Mastering Linux Process Management: Concepts, Commands, and Scheduling
This guide explains Linux process fundamentals—including definitions, how to view processes with ps and pstree, terminate them with kill, and schedule tasks using at and crontab—providing command syntax, options, and practical examples for effective process monitoring and periodic scheduling.

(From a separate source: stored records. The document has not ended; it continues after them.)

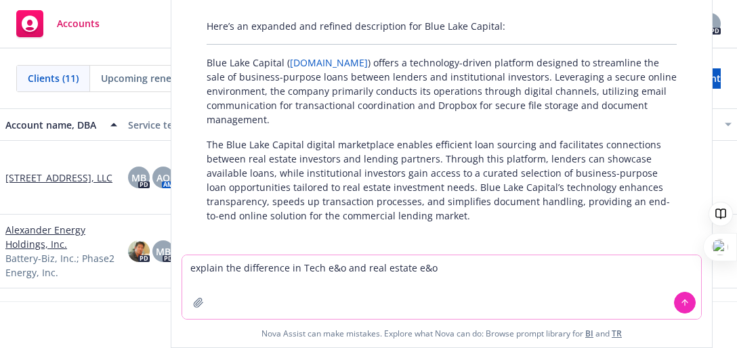 Image resolution: width=737 pixels, height=348 pixels. I want to click on span: Battery-Biz, Inc.; Phase2 Energy, Inc., so click(61, 265).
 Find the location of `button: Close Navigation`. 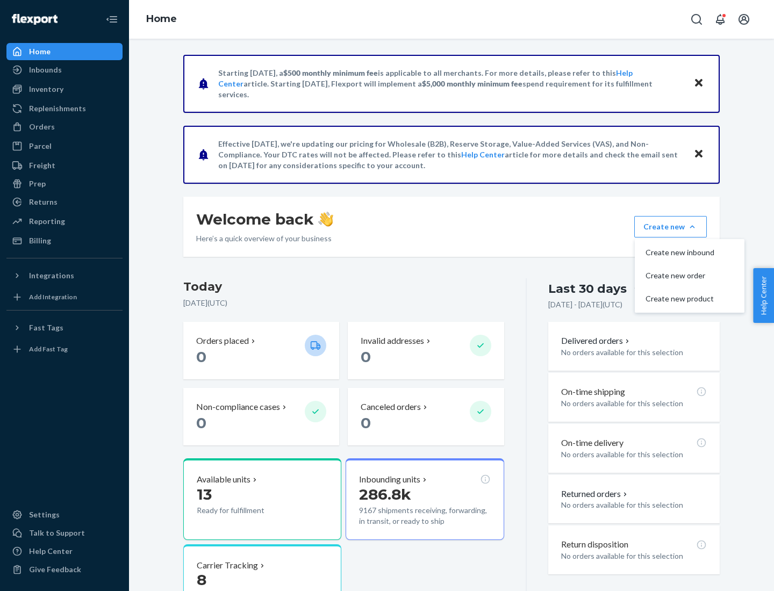

button: Close Navigation is located at coordinates (112, 19).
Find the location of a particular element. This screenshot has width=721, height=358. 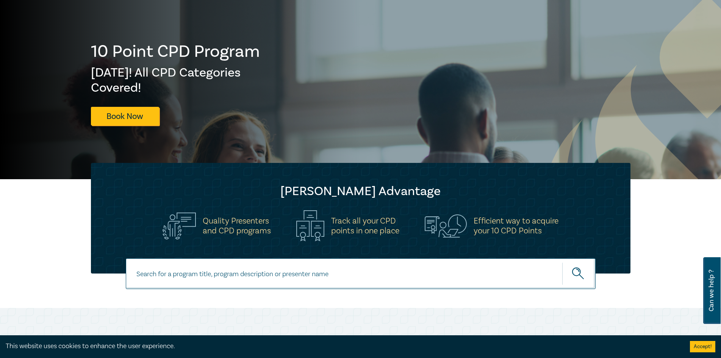

span: Can we help ? is located at coordinates (711, 291).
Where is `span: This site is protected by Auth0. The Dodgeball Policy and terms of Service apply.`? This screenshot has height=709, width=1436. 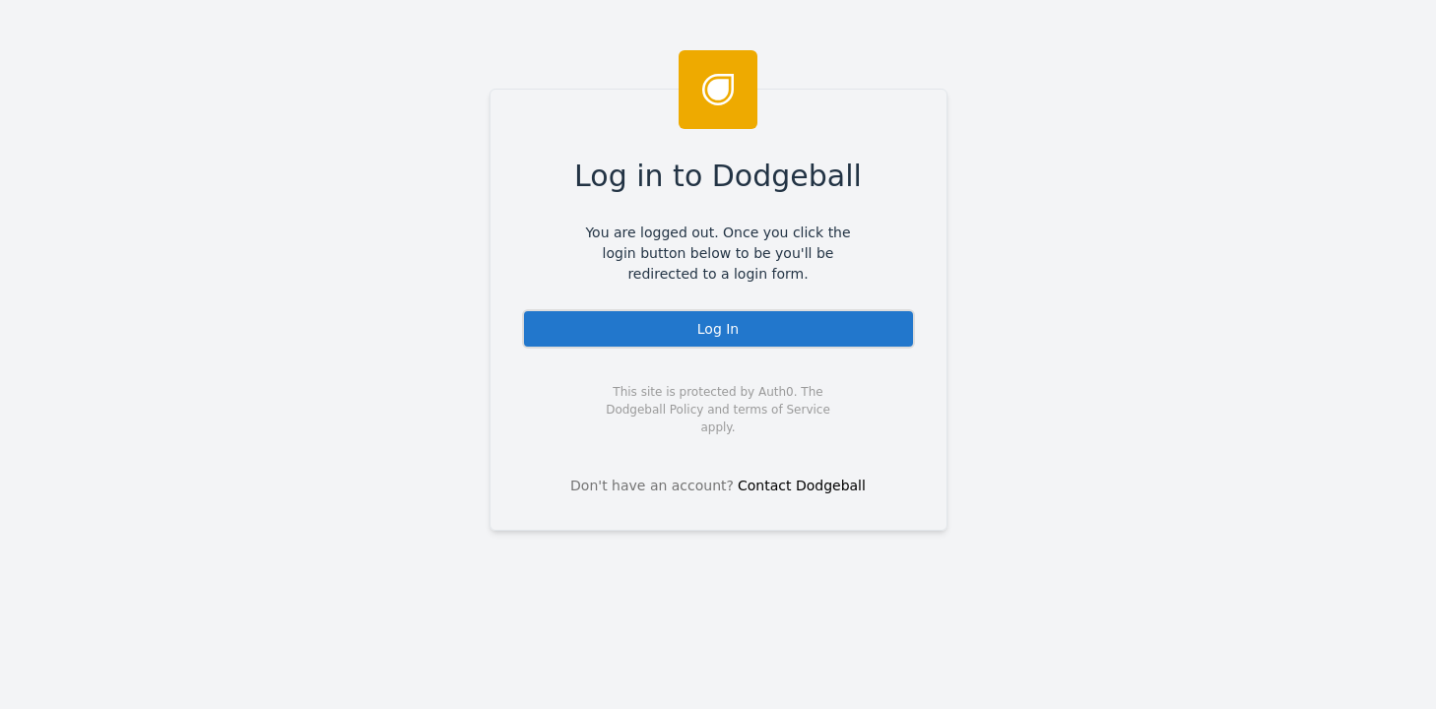 span: This site is protected by Auth0. The Dodgeball Policy and terms of Service apply. is located at coordinates (718, 410).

Process Latency and Periodic Scheduling
Concept of Processes
Process: an instance of a program that has started execution but has not yet finished.<br/>Program: a file containing executable code.<br/>A process is created from a program; it is a running program that occupies system resources, and a process is not the same as a program.<br/>Processes are classified as interactive processes, batch processes, and daemon processes.<br/>The relationship between processes and programs is many-to-one.Viewing Processes
Command syntax: ps [options]<br/>Options:<br/>-A: display information of all processes (same as -e).<br/>-a: display information of all user processes.<br/>-f: display full information of processes.<br/>-l: display process information in long format.<br/>-r: display only running processes.<br/>-u: display user-oriented format (including username, CPU and memory usage, etc.).<br/>-x: display processes not attached to a controlling terminal.<br/>-p: display information of the process specified by process ID.<br/>-t: display information of processes on the specified terminal.Command to View Process Inheritance Tree
pstree displays the process inheritance tree. The tree uses the specified pid as root, or init if none; specifying a user shows only that user's processes.<br/>Syntax: pstree [options] [pid|user]<br/>Options:<br/>-a: display the full inheritance tree; swapped-out processes are shown in parentheses.<br/>-c: separate duplicate process names (default adds *).<br/>pid|user: view processes owned by the specified root pid or user.Terminating Processes
kill [signal] pid<br/>killall [signal] process_name<br/>Use ps -aux to display processes.<br/>Use pstree to view child processes.Process Scheduling
One-time Scheduling (at)
Function: schedule a program to run at a specified time.<br/>Syntax: at [-f file] [-m] time<br/>-f: specify a file containing commands to execute.<br/>-m: send mail to the user after the job finishes.<br/>Time can be absolute (MMDDYY or MM/DD/YYYY, today, tomorrow) or relative (now+num+unit, where unit is minutes, hours, days, weeks).<br/>Examples:<br/>at now+1 minutes<br/>at > echo "hell" > /dev/pts/2 (press Enter, then Ctrl+D to finish)<br/>at -f file 17:30+2 daysPeriodic Scheduling (crontab)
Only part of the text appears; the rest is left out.